New Duron 900 – An Inexpensive Upgrade Solution
Today AMD launched a new flagship in the company’s value segment, the Duron 900 processor, which is now officially available for $129 in 1K units. The actual street price will probably be around $90-110, just as Duron 850 (official pricing $111) is currently available for $70-100. With Duron 900 AMD is taking another logical step closer to realizing gigahertz performance in the low-cost segment. Duron 900 marks another new price/performance record in the history of microprocessors. You were never before able to purchase so much computing power for so little money.
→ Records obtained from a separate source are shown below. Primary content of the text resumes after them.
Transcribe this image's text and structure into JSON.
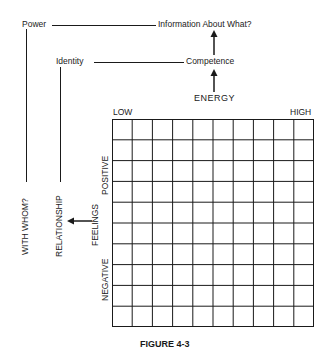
{
  "diagram": {
    "nodes": {
      "power": "Power",
      "information": "Information About What?",
      "identity": "Identity",
      "competence": "Competence",
      "energy": "ENERGY",
      "with_whom": "WITH WHOM?",
      "relationship": "RELATIONSHIP",
      "feelings": "FEELINGS"
    },
    "grid": {
      "rows": 10,
      "cols": 10,
      "x_axis_low": "LOW",
      "x_axis_high": "HIGH",
      "y_axis_positive": "POSITIVE",
      "y_axis_negative": "NEGATIVE"
    },
    "caption": "FIGURE 4-3",
    "edges": [
      {
        "from": "Power",
        "to": "Information About What?",
        "type": "line"
      },
      {
        "from": "Competence",
        "to": "Information About What?",
        "type": "arrow"
      },
      {
        "from": "Identity",
        "to": "Competence",
        "type": "line"
      },
      {
        "from": "ENERGY",
        "to": "Competence",
        "type": "arrow"
      },
      {
        "from": "Power",
        "to": "WITH WHOM?",
        "type": "line"
      },
      {
        "from": "Identity",
        "to": "RELATIONSHIP",
        "type": "line"
      },
      {
        "from": "FEELINGS",
        "to": "RELATIONSHIP",
        "type": "arrow"
      }
    ]
  }
}
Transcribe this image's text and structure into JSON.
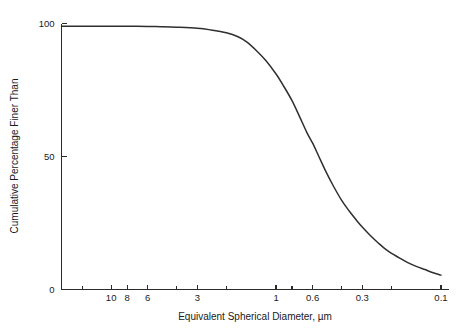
{
  "chart_data": {
    "type": "line",
    "title": "",
    "xlabel": "Equivalent Spherical Diameter, µm",
    "ylabel": "Cumulative Percentage Finer Than",
    "xscale": "log",
    "x_reversed": true,
    "xlim": [
      20,
      0.09
    ],
    "ylim": [
      0,
      100
    ],
    "grid": false,
    "legend": null,
    "x_ticks_labeled": [
      {
        "value": 10,
        "label": "10"
      },
      {
        "value": 8,
        "label": "8"
      },
      {
        "value": 6,
        "label": "6"
      },
      {
        "value": 3,
        "label": "3"
      },
      {
        "value": 1,
        "label": "1"
      },
      {
        "value": 0.6,
        "label": "0.6"
      },
      {
        "value": 0.3,
        "label": "0.3"
      },
      {
        "value": 0.1,
        "label": "0.1"
      }
    ],
    "x_ticks_unlabeled": [
      20,
      15,
      4,
      2,
      0.8,
      0.4,
      0.2
    ],
    "y_ticks": [
      {
        "value": 0,
        "label": "0"
      },
      {
        "value": 50,
        "label": "50"
      },
      {
        "value": 100,
        "label": "100"
      }
    ],
    "series": [
      {
        "name": "Cumulative percentage finer",
        "x": [
          20.0,
          15.0,
          12.0,
          10.0,
          8.0,
          6.0,
          5.0,
          4.0,
          3.0,
          2.5,
          2.0,
          1.7,
          1.5,
          1.3,
          1.15,
          1.0,
          0.9,
          0.8,
          0.72,
          0.65,
          0.6,
          0.55,
          0.5,
          0.45,
          0.4,
          0.36,
          0.32,
          0.3,
          0.27,
          0.24,
          0.21,
          0.18,
          0.16,
          0.14,
          0.125,
          0.115,
          0.105,
          0.1
        ],
        "y": [
          99.0,
          99.0,
          99.0,
          99.0,
          99.0,
          98.9,
          98.8,
          98.6,
          98.2,
          97.6,
          96.5,
          95.0,
          93.0,
          89.5,
          86.0,
          81.0,
          76.5,
          71.0,
          65.0,
          59.0,
          55.0,
          50.0,
          44.5,
          39.0,
          33.5,
          29.5,
          25.5,
          23.5,
          20.5,
          17.5,
          14.5,
          12.0,
          10.2,
          8.6,
          7.5,
          6.6,
          5.8,
          5.4
        ]
      }
    ]
  },
  "axis_titles": {
    "x": "Equivalent Spherical Diameter, µm",
    "y": "Cumulative Percentage Finer Than"
  }
}
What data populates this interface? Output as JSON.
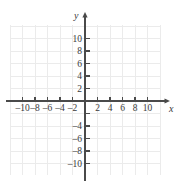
{
  "figure": {
    "kind": "cartesian-coordinate-grid",
    "width": 178,
    "height": 185,
    "background_color": "#ffffff",
    "grid_color": "#ebebeb",
    "axis_color": "#4a4a4a",
    "label_color": "#3a3a3a"
  },
  "chart_data": {
    "type": "scatter",
    "title": "",
    "subtitle": "",
    "xlabel": "x",
    "ylabel": "y",
    "xlim": [
      -12,
      12
    ],
    "ylim": [
      -12,
      12
    ],
    "grid": true,
    "grid_step": 1,
    "tick_step": 2,
    "legend": null,
    "series": [],
    "values": [],
    "x": [],
    "annotations": [],
    "x_tick_values": [
      -10,
      -8,
      -6,
      -4,
      -2,
      2,
      4,
      6,
      8,
      10
    ],
    "x_tick_labels": [
      "–10",
      "–8",
      "–6",
      "–4",
      "–2",
      "2",
      "4",
      "6",
      "8",
      "10"
    ],
    "y_tick_values": [
      10,
      8,
      6,
      4,
      2,
      -2,
      -4,
      -6,
      -8,
      -10
    ],
    "y_tick_labels": [
      "10",
      "8",
      "6",
      "4",
      "2",
      "",
      "–4",
      "–6",
      "–8",
      "–10"
    ],
    "origin_label": "",
    "axis_arrows": [
      "x-positive",
      "y-positive"
    ],
    "note": "Empty coordinate plane with no plotted data"
  },
  "axis_names": {
    "x": "x",
    "y": "y"
  }
}
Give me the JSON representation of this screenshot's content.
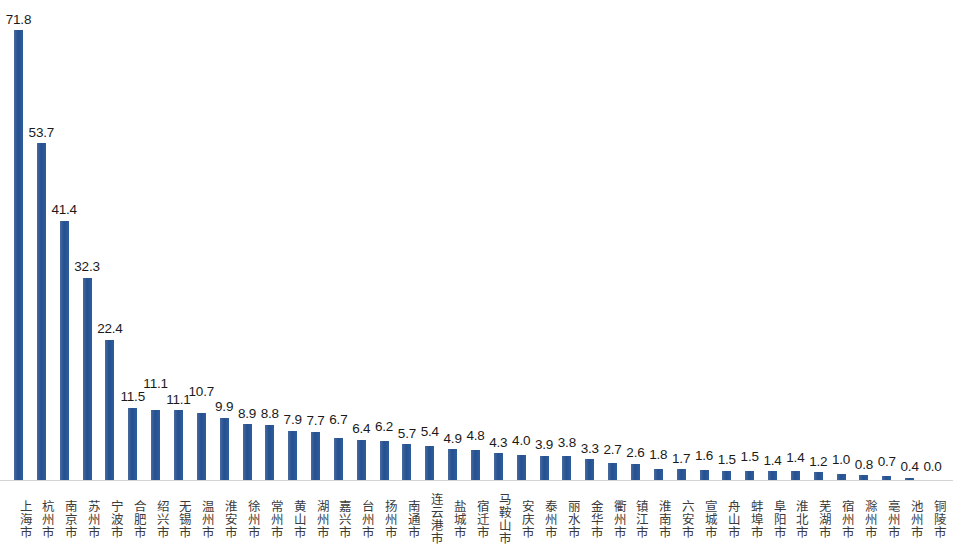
{
  "chart_data": {
    "type": "bar",
    "title": "",
    "subtitle": "",
    "xlabel": "",
    "ylabel": "",
    "ylim": [
      0,
      75
    ],
    "grid": false,
    "legend": null,
    "bar_color": "#2e5b9c",
    "label_color": "#1a1a1a",
    "axis_color": "#d4d4d4",
    "value_label_format": "one-decimal",
    "categories": [
      "上海市",
      "杭州市",
      "南京市",
      "苏州市",
      "宁波市",
      "合肥市",
      "绍兴市",
      "无锡市",
      "温州市",
      "淮安市",
      "徐州市",
      "常州市",
      "黄山市",
      "湖州市",
      "嘉兴市",
      "台州市",
      "扬州市",
      "南通市",
      "连云港市",
      "盐城市",
      "宿迁市",
      "马鞍山市",
      "安庆市",
      "泰州市",
      "丽水市",
      "金华市",
      "衢州市",
      "镇江市",
      "淮南市",
      "六安市",
      "宣城市",
      "舟山市",
      "蚌埠市",
      "阜阳市",
      "淮北市",
      "芜湖市",
      "宿州市",
      "滁州市",
      "亳州市",
      "池州市",
      "铜陵市"
    ],
    "values": [
      71.8,
      53.7,
      41.4,
      32.3,
      22.4,
      11.5,
      11.1,
      11.1,
      10.7,
      9.9,
      8.9,
      8.8,
      7.9,
      7.7,
      6.7,
      6.4,
      6.2,
      5.7,
      5.4,
      4.9,
      4.8,
      4.3,
      4.0,
      3.9,
      3.8,
      3.3,
      2.7,
      2.6,
      1.8,
      1.7,
      1.6,
      1.5,
      1.5,
      1.4,
      1.4,
      1.2,
      1.0,
      0.8,
      0.7,
      0.4,
      0.0
    ],
    "value_labels": [
      "71.8",
      "53.7",
      "41.4",
      "32.3",
      "22.4",
      "11.5",
      "11.1",
      "11.1",
      "10.7",
      "9.9",
      "8.9",
      "8.8",
      "7.9",
      "7.7",
      "6.7",
      "6.4",
      "6.2",
      "5.7",
      "5.4",
      "4.9",
      "4.8",
      "4.3",
      "4.0",
      "3.9",
      "3.8",
      "3.3",
      "2.7",
      "2.6",
      "1.8",
      "1.7",
      "1.6",
      "1.5",
      "1.5",
      "1.4",
      "1.4",
      "1.2",
      "1.0",
      "0.8",
      "0.7",
      "0.4",
      "0.0"
    ]
  }
}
This is particularly good news for people who want to upgrade their systems while being tied to a small budget. A motherboard with VIA’s Apollo KT133 chipset can be purchased for way less than $100 today, so that you can upgrade to a new well-performing platform for less than $200. You just keep your existing (AGP) graphics card, can continue using your PC100 (or even better PC133) SDRAM and all the other components found in your old system.
Intel’s Celeron
It seems as if Intel is finally giving up the competition against AMD’s Duron. Intel’s top value processor remains Celeron 800. This CPU is not only slower than a Duron 850 already, but also more expensive. Duron 900 is now pretty much in the same price area as Celeron 800, but the AMD processor is significantly faster. I would say that the days of Celeron are finally over. It seems as if Intel is planning to replace Celeron with the upcoming Pentium III with ‘Tualatin’-core. The shrink of Pentium III to 0.13-micron will ensure that Intel can produce this processor very inexpensively, while Tualatin’s performance will be able to compete even with slower Athlon and Pentium 4 processors.
Duron 900 Performance
We have posted many benchmark charts with Duron 900 before, so that I will refrain from blowing up this article with yet another set of benchmark results that are all showing the very same thing. Please have a look at our Duron 850-article from January 2001. It contains all the benchmark information you need.
Basically, Duron 900 is a few percent points faster than Duron 850, which would of course not be able to justify an upgrade. However, with 80 – 90% of the performance offered by a Pentium III 1 GHz, Duron 900 comes rather close to what we celebrated as the top of the world only a year ago, when we reviewed the first gigahertz-processors. Duron 900 lets you run any kind of application with more than satisfactory performance, be it office, gaming or video applications. Over are the times when value processors could only deliver mediocre computing experience.
Summary
AMD continues its lead in the market segment of value processors with Duron 900. The new AMD processor offers you more performance per dollar than you were ever able to get. Intel’s Celeron is becoming an obsolete product and I wonder how long Intel will continue keeping Celeron in its processor portfolio.
For you Duron 900 could either be a very attractive upgrade solution or the processor in your very first value-PC. Either way you will be surprised how much power you will get for your money.